Port scanning concern
Patrick Asselman
iceblink at seti.nl
Mon Nov 26 07:33:37 UTC 2012
On 2012-11-25 21:03, Gene Heskett wrote:
> On Sunday 25 November 2012 13:48:36 Tony Arnold did opine:
>
>> Jason,
>>
>> On 25/11/12 17:06, Jason P. wrote:
>> > El 25/11/12 17:35, Tony Arnold escribiأ³:
>> >> Jason,
>> >>
>> >> I presume the DST=local_ip shows as a real local IP address
>> behind
>> >> your router (e.g., 192.168.1.27)? And that you do not have any
>> port
>> >> forwarding on your router thaty could be relevant?
>> >
>> > You're right. local_ip is a real LAN IP adress. Port forwarding is
>> > irrelevant here.
>> >
>> >> It looks to me like return traffic from outgoing connections to
>> >> 88.191.127.22. The outgoing connection would be http so it would
>> >> connect on port 80/tcp. Return traffic would have a source port
>> >> (SPT) of 80 and a random high number destination port (DST).
>> >
>> > Does it make sense trying to connect in sequence apparently to
>> random
>> > ports? Other days port numbers are different, but always
>> consecutives.
>> > Normally 10 in a row or so.
>>
>> Quite possibly. Each outgoing connection would have a destination
>> port
>> of 80 and a source port of some high number random port. Consecutive
>> connections could well use consecutive ports, thus the return
>> traffic
>> would have consecutive destination ports as you are seeing.
>>
>> It's also unlike that any malware would be scanning your machine
>> with a
>> source port of 80! Besides, such scanning should not get through
>> your
>> router.
>
> Slight correction here, incoming port 80 would not get past his ISP.
> I've
> had several internet providers over the last 20 years, and even in
> 2400
> baud dialup days no incoming port 80 gets past the ISP so they're
> forcing
> the conventional folks to use their web server farm, which of course
> loads
> YOUR web page up with THEIR advertising.
>
Maybe in your location. Over here all providers allow you to have your
own server at home doing whatever you want to do, on whatever port you
like. They just limit the uploading bandwidth or data usage (or both).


[Activity]
Every line below should be duplicated exactly.

(Data about app and page elements)
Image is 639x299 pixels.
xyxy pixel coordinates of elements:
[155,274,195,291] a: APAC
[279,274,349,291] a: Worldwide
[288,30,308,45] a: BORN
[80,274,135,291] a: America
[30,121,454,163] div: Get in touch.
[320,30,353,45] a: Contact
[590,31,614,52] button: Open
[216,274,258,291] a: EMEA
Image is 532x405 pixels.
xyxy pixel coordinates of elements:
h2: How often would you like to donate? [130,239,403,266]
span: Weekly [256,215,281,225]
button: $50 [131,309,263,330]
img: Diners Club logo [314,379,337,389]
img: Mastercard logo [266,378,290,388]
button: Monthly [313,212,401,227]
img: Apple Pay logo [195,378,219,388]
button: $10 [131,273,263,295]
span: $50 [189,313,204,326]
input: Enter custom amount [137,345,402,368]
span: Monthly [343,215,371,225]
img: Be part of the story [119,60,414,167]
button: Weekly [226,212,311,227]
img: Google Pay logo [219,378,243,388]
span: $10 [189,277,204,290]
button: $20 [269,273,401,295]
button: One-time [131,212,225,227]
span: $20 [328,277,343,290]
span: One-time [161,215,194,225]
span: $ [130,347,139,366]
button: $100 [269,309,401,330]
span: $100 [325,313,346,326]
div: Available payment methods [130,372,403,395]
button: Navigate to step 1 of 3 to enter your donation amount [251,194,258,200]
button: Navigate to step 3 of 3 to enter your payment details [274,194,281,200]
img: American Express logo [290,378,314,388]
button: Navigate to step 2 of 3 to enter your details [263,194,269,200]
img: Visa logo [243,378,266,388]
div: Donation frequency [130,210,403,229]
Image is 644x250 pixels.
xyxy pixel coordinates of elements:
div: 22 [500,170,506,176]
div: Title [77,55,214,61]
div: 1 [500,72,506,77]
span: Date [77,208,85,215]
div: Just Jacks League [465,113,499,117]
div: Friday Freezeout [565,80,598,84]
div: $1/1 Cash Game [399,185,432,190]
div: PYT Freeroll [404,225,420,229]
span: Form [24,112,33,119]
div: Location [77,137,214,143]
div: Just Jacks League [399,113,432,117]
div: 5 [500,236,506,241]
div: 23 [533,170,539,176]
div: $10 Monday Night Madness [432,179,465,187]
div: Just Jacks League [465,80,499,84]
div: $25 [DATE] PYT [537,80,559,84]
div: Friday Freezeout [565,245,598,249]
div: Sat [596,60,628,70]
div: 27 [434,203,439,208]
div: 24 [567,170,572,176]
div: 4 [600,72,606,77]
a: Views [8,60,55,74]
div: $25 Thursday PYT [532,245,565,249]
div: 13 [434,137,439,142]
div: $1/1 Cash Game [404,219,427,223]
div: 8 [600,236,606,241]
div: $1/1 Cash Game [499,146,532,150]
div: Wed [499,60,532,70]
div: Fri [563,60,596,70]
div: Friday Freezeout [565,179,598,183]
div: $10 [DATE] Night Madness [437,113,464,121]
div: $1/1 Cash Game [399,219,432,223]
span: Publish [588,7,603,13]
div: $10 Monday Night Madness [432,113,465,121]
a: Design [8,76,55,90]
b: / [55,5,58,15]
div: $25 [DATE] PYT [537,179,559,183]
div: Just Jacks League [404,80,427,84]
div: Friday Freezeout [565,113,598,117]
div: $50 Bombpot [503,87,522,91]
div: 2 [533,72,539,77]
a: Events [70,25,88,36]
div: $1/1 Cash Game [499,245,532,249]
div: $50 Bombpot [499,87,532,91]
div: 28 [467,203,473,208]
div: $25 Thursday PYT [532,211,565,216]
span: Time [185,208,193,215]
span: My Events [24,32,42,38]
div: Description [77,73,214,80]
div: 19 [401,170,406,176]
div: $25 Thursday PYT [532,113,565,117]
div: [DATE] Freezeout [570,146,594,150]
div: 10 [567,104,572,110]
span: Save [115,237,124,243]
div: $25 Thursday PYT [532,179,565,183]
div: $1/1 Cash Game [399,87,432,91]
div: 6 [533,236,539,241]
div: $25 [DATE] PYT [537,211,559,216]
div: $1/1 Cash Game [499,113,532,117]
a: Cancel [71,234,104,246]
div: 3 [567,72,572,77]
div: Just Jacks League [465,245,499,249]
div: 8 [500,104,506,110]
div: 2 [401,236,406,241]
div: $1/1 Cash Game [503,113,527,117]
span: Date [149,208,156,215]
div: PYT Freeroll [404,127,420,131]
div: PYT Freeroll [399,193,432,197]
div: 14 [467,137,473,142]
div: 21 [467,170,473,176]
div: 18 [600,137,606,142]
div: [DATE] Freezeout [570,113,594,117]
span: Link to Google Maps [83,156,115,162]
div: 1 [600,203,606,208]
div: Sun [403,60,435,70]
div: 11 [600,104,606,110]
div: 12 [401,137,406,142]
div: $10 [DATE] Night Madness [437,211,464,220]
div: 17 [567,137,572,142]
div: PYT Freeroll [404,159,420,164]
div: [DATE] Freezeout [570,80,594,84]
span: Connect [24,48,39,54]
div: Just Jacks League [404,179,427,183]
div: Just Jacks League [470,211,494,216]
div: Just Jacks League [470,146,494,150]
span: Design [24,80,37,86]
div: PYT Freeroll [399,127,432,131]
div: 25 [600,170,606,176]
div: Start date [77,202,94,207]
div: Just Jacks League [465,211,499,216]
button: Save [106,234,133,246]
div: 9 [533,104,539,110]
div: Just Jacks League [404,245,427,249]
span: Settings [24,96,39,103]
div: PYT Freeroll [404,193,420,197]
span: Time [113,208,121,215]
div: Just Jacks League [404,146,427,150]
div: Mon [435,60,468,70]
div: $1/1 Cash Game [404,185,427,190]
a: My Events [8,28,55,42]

[Response to this exercise]
Image is 639x299 pixels.
xyxy pixel coordinates of elements:
[155,274,195,291] a: APAC
[279,274,349,291] a: Worldwide
[288,30,308,45] a: BORN
[80,274,135,291] a: America
[30,121,454,163] div: Get in touch.
[320,30,353,45] a: Contact
[590,31,614,52] button: Open
[216,274,258,291] a: EMEA
Image is 532x405 pixels.
xyxy pixel coordinates of elements:
h2: How often would you like to donate? [130,239,403,266]
span: Weekly [256,215,281,225]
button: $50 [131,309,263,330]
img: Diners Club logo [314,379,337,389]
img: Mastercard logo [266,378,290,388]
button: Monthly [313,212,401,227]
img: Apple Pay logo [195,378,219,388]
button: $10 [131,273,263,295]
span: $50 [189,313,204,326]
input: Enter custom amount [137,345,402,368]
span: Monthly [343,215,371,225]
img: Be part of the story [119,60,414,167]
button: Weekly [226,212,311,227]
img: Google Pay logo [219,378,243,388]
span: $10 [189,277,204,290]
button: $20 [269,273,401,295]
button: One-time [131,212,225,227]
span: $20 [328,277,343,290]
span: One-time [161,215,194,225]
span: $ [130,347,139,366]
button: $100 [269,309,401,330]
span: $100 [325,313,346,326]
div: Available payment methods [130,372,403,395]
button: Navigate to step 1 of 3 to enter your donation amount [251,194,258,200]
button: Navigate to step 3 of 3 to enter your payment details [274,194,281,200]
img: American Express logo [290,378,314,388]
button: Navigate to step 2 of 3 to enter your details [263,194,269,200]
img: Visa logo [243,378,266,388]
div: Donation frequency [130,210,403,229]
Image is 644x250 pixels.
xyxy pixel coordinates of elements:
div: 22 [500,170,506,176]
div: Title [77,55,214,61]
div: 1 [500,72,506,77]
span: Date [77,208,85,215]
div: Just Jacks League [465,113,499,117]
div: Friday Freezeout [565,80,598,84]
div: $1/1 Cash Game [399,185,432,190]
div: PYT Freeroll [404,225,420,229]
span: Form [24,112,33,119]
div: Location [77,137,214,143]
div: Just Jacks League [399,113,432,117]
div: 5 [500,236,506,241]
div: 23 [533,170,539,176]
div: $10 Monday Night Madness [432,179,465,187]
div: Just Jacks League [465,80,499,84]
div: $25 [DATE] PYT [537,80,559,84]
div: Friday Freezeout [565,245,598,249]
div: Sat [596,60,628,70]
div: 27 [434,203,439,208]
div: 24 [567,170,572,176]
div: 4 [600,72,606,77]
a: Views [8,60,55,74]
div: $25 Thursday PYT [532,245,565,249]
div: 13 [434,137,439,142]
div: $1/1 Cash Game [404,219,427,223]
div: 8 [600,236,606,241]
div: $1/1 Cash Game [499,146,532,150]
div: Wed [499,60,532,70]
div: Fri [563,60,596,70]
div: Friday Freezeout [565,179,598,183]
div: $10 [DATE] Night Madness [437,113,464,121]
div: $1/1 Cash Game [399,219,432,223]
span: Publish [588,7,603,13]
div: $10 Monday Night Madness [432,113,465,121]
a: Design [8,76,55,90]
b: / [55,5,58,15]
div: $25 [DATE] PYT [537,179,559,183]
div: Just Jacks League [404,80,427,84]
div: Friday Freezeout [565,113,598,117]
div: $50 Bombpot [503,87,522,91]
div: 2 [533,72,539,77]
a: Events [70,25,88,36]
div: $1/1 Cash Game [499,245,532,249]
div: $50 Bombpot [499,87,532,91]
div: 28 [467,203,473,208]
div: $25 Thursday PYT [532,211,565,216]
span: Time [185,208,193,215]
span: My Events [24,32,42,38]
div: Description [77,73,214,80]
div: 19 [401,170,406,176]
div: $25 Thursday PYT [532,113,565,117]
div: [DATE] Freezeout [570,146,594,150]
div: 10 [567,104,572,110]
span: Save [115,237,124,243]
div: $25 Thursday PYT [532,179,565,183]
div: $1/1 Cash Game [399,87,432,91]
div: 6 [533,236,539,241]
div: $25 [DATE] PYT [537,211,559,216]
div: $1/1 Cash Game [499,113,532,117]
a: Cancel [71,234,104,246]
div: 3 [567,72,572,77]
div: Just Jacks League [465,245,499,249]
div: 8 [500,104,506,110]
div: 2 [401,236,406,241]
div: $1/1 Cash Game [503,113,527,117]
span: Date [149,208,156,215]
div: PYT Freeroll [404,127,420,131]
div: PYT Freeroll [399,193,432,197]
div: 14 [467,137,473,142]
div: 21 [467,170,473,176]
div: 18 [600,137,606,142]
div: [DATE] Freezeout [570,113,594,117]
span: Link to Google Maps [83,156,115,162]
div: 1 [600,203,606,208]
div: Sun [403,60,435,70]
div: 11 [600,104,606,110]
div: 12 [401,137,406,142]
div: $10 [DATE] Night Madness [437,211,464,220]
div: 17 [567,137,572,142]
div: PYT Freeroll [404,159,420,164]
div: [DATE] Freezeout [570,80,594,84]
span: Connect [24,48,39,54]
div: Just Jacks League [404,179,427,183]
div: Just Jacks League [470,211,494,216]
div: Just Jacks League [470,146,494,150]
span: Design [24,80,37,86]
div: PYT Freeroll [399,127,432,131]
div: 25 [600,170,606,176]
div: Start date [77,202,94,207]
div: Just Jacks League [465,211,499,216]
button: Save [106,234,133,246]
div: 9 [533,104,539,110]
div: Just Jacks League [404,245,427,249]
span: Settings [24,96,39,103]
div: PYT Freeroll [404,193,420,197]
span: Time [113,208,121,215]
div: Just Jacks League [404,146,427,150]
div: Mon [435,60,468,70]
div: $1/1 Cash Game [404,185,427,190]
a: My Events [8,28,55,42]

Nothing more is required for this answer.